Hacker News new | ask | show | jobs
by ozim 387 days ago
In the article author writes about linq.js that he is not maintaining anymore but someone forked it.

I guess this library will at some point end up unmaintained after author is bored with it.

So I would not use it in any of my production code of a web app unless I get some problem I need to fix with this library specifically. Replacing all just because “it is faster” doesn’t seem good enough.

2 comments

As the saying goes: if you don't know if you need something or not, you probably don't need it. :)

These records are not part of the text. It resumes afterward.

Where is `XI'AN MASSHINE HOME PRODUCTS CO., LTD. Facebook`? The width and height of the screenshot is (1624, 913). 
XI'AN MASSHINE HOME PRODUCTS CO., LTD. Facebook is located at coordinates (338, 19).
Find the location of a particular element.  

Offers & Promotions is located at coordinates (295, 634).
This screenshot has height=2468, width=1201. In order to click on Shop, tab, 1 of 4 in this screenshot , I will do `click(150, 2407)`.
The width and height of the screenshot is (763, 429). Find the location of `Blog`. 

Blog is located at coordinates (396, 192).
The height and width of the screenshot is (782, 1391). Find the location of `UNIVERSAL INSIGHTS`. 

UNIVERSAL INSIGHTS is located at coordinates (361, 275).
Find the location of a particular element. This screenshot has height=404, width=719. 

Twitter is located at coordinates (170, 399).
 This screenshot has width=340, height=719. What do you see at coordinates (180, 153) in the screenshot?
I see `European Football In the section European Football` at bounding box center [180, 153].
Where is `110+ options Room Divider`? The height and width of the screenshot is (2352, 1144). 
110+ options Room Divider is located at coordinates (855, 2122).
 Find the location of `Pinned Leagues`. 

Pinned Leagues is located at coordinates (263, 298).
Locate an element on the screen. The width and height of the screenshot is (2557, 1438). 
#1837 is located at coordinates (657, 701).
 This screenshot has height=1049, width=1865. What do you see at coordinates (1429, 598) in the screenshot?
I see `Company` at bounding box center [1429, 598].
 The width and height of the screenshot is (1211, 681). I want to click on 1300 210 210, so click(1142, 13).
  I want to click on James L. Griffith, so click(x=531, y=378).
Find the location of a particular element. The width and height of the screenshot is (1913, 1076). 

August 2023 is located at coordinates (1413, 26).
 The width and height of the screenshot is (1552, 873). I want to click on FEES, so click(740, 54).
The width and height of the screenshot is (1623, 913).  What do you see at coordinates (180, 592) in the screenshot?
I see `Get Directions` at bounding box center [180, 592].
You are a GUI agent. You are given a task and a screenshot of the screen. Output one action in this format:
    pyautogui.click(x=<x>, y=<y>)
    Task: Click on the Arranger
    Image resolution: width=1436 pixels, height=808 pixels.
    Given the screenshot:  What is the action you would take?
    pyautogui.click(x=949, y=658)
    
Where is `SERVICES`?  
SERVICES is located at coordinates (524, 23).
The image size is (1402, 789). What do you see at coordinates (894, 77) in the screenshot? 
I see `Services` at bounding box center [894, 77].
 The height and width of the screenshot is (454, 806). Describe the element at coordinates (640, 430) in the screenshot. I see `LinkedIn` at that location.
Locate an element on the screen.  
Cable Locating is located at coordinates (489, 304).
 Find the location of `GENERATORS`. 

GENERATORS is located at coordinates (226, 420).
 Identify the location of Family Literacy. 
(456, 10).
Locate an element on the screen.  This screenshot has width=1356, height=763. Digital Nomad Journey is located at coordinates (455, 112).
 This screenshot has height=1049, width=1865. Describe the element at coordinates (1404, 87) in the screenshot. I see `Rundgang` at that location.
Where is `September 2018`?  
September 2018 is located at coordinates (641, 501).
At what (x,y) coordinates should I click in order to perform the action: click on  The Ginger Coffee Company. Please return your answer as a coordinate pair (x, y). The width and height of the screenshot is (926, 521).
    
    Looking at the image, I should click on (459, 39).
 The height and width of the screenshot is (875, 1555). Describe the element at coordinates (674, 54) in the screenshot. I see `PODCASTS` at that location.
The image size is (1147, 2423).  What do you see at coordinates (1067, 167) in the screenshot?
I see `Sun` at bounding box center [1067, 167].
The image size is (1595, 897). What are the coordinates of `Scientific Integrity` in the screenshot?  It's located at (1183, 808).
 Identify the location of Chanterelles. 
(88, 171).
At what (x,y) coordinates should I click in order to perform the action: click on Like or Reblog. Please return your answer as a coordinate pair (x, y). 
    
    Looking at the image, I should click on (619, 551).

I have been using .NET (and LINQ) for many years on a daily basis, and I've yet to run into performance problems that can't be fixed by either rewriting the LINQ statement or do some other quick workarounds.

But will I try out ZLinq? Sure, but I won't create anything that depends on it.

I think many people don’t need to worry performance of reference type allocations vs value type.

I don’t mean to assume you do or do not need to worry about that consideration. But 99% of the code I’ve written does not need to be concerned about it.

It really depends on how simple / complex ZLinq is. Sometimes simple libraries are "done" and don't need constant updates.
Guy just published - definitely not finished. In 2-3 years after couple thousand people use it and bugs shake out it might be done.
It passes all of the tests for dotnets implementation of linq….

Seems pretty bug free for a first version.